The Bridge Collection
From Uncut Magazine comes word of “The Bridge Collection”, a compilation of 20 years' of concerts. Comprising 80 tracks, it will include Crosby, Stills & Nash, Bruce Springsteen, Green Day, Lou Reed, Metallica, Pearl Jam, Red Hot Chili Peppers, R.E.M., Smashing Pumpkins, The Pretenders, Wilco and Radiohead’s Thom Yorke.
The songs will be available only as downloads on iTunes.
Uncut’s music editor John Mulvey explains the significance:
“This is fantastic news. Young has been promising to unlock his library of unreleased material for years now, only to be distracted by new projects. The appearance last month of his Live From The Fillmore East [1970] set was pretty significant.
"But The Bridge Collection is a monument to Young's influence over generations of rock's finest, and further evidence that - following the streaming of Living With War earlier this year - that he's become an unlikely internet proselytizer. “
More on the Bridge School Benefit Concerts over the years.
3 Comments:
The songs will be available only as downloads on iTunes.
what kind of crap is that? All itunes does is slow my computer down to a crawl..... guess I won't be hearing this stuff. What's next, a Victoria's Secret add, or an album sold exclusively through Starbucks? this sucks, imo......
This might be the first iTunes only thing I've ever been inclined to buy. If it is available song by song I wonder how many will download all 80. I'm sure there will be some incentive to buy all 80 instead of just a portion.
At .99 cents a song that is a lot for one album. I've never bought an entire album on iTunes before. I only use it to add the odd song on impulse.
Selling an album on iTunes is more profitable and I presume this will mean more money going to charity in this case.
The future is digital content distribution. You can sit in your house and listen to you LPs and 78s or ride around in your car grooving to your 8 track, but it won't change the world. People have proven willing to sacrifice fidelity for portability and prefer convience and durability over the cachet and tactileness of vinyl.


• _Directions_: Across the listing below, how many lines have the word "font" in them? Provide only the number.

== Information supplied ==

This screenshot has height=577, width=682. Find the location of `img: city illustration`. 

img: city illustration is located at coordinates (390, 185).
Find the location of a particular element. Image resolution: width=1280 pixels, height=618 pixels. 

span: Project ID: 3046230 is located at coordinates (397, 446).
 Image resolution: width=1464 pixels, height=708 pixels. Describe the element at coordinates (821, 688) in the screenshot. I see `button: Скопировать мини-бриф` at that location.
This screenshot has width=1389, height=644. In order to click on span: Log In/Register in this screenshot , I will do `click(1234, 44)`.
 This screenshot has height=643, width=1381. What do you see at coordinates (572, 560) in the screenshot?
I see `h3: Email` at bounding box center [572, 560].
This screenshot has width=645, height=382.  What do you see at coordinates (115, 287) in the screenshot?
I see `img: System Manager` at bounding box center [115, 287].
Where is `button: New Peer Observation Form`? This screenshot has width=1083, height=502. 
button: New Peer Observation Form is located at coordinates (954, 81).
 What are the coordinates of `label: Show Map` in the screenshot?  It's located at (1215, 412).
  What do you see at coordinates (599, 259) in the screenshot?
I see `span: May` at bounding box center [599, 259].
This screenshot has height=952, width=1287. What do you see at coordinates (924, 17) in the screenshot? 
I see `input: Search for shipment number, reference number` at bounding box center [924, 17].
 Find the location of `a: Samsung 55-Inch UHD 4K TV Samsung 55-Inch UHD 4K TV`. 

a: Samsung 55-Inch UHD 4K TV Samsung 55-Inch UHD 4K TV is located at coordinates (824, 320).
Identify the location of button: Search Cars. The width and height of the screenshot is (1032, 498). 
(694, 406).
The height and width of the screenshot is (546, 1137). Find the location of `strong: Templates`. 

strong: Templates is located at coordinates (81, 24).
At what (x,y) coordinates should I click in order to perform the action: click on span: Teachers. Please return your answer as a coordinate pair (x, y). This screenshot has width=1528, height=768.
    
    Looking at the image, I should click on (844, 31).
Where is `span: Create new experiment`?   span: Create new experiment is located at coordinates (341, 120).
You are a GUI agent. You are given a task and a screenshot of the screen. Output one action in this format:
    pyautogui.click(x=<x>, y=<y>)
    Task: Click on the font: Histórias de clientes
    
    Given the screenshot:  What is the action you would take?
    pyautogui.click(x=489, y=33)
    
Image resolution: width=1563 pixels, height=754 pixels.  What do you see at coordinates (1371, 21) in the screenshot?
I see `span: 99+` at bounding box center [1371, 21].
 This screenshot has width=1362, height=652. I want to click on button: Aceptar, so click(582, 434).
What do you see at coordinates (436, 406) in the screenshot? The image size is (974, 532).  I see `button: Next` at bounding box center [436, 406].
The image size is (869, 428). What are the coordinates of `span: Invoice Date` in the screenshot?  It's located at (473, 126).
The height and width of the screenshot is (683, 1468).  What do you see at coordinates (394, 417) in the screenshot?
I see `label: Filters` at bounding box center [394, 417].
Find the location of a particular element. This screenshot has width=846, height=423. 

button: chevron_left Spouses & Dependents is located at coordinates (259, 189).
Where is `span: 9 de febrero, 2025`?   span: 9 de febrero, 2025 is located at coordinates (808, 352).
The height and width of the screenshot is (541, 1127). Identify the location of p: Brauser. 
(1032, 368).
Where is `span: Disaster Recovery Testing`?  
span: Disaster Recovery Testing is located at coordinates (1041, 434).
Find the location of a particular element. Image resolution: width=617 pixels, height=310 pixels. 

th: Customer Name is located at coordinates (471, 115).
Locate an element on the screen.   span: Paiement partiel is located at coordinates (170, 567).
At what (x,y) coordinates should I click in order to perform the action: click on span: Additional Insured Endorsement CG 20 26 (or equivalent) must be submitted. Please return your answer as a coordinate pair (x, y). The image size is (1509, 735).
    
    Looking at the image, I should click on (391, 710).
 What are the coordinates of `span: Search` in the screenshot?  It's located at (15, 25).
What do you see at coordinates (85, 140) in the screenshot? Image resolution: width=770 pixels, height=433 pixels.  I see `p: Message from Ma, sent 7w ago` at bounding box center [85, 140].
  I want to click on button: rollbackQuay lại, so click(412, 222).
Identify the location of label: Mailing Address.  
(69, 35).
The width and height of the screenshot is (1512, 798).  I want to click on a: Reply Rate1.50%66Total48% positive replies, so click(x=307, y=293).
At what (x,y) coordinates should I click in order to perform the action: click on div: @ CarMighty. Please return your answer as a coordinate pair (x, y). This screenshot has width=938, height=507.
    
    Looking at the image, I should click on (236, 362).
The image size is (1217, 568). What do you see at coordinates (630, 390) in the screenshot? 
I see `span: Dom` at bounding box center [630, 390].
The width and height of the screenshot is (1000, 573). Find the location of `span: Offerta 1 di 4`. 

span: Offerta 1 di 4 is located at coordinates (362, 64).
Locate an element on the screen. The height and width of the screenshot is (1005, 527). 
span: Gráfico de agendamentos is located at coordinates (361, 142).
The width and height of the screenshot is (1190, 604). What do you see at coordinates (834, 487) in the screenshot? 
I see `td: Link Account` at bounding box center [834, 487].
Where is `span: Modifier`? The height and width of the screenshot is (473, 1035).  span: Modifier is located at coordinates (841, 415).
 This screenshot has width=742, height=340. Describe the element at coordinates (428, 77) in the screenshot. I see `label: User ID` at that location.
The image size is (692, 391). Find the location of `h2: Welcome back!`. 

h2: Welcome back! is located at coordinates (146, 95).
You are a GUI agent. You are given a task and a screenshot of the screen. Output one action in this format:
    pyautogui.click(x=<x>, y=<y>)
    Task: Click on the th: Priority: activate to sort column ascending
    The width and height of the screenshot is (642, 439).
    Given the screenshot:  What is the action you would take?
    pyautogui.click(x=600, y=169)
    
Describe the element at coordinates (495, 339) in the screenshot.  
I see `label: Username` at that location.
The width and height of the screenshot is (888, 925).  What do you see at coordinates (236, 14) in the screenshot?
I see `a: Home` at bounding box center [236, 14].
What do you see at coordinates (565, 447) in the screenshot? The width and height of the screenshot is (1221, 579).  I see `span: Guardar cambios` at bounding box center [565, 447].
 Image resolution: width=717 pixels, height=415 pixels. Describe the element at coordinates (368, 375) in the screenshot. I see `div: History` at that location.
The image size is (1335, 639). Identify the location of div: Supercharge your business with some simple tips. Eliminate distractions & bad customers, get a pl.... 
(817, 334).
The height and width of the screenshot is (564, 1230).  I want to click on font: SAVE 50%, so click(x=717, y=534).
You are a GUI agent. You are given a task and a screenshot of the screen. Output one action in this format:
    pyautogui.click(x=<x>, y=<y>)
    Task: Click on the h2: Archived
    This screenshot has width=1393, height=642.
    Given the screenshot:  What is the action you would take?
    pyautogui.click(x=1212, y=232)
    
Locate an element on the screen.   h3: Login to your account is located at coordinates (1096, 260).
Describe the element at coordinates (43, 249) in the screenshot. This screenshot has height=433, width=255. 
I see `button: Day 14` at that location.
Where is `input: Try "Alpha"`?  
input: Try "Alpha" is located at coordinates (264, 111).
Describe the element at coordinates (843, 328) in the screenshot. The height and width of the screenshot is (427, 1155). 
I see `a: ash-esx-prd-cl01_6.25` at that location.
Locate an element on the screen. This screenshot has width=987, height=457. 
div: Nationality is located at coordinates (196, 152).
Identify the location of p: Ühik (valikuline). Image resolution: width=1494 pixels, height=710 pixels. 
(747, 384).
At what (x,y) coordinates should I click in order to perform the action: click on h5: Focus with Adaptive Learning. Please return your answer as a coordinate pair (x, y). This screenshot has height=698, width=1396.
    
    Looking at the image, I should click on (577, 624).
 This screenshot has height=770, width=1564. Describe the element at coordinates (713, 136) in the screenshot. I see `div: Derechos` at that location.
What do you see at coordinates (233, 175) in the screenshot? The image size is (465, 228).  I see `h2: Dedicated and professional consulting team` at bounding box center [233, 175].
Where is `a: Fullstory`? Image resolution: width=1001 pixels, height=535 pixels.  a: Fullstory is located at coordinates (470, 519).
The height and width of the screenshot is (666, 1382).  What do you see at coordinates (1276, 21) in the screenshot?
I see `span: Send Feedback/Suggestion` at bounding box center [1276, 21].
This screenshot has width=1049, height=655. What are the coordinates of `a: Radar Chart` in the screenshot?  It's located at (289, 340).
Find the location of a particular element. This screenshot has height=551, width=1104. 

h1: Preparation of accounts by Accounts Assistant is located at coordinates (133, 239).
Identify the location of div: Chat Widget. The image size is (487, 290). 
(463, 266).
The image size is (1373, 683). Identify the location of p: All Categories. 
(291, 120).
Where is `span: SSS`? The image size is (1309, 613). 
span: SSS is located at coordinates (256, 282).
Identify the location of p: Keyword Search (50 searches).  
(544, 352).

===

• _Result below_: 2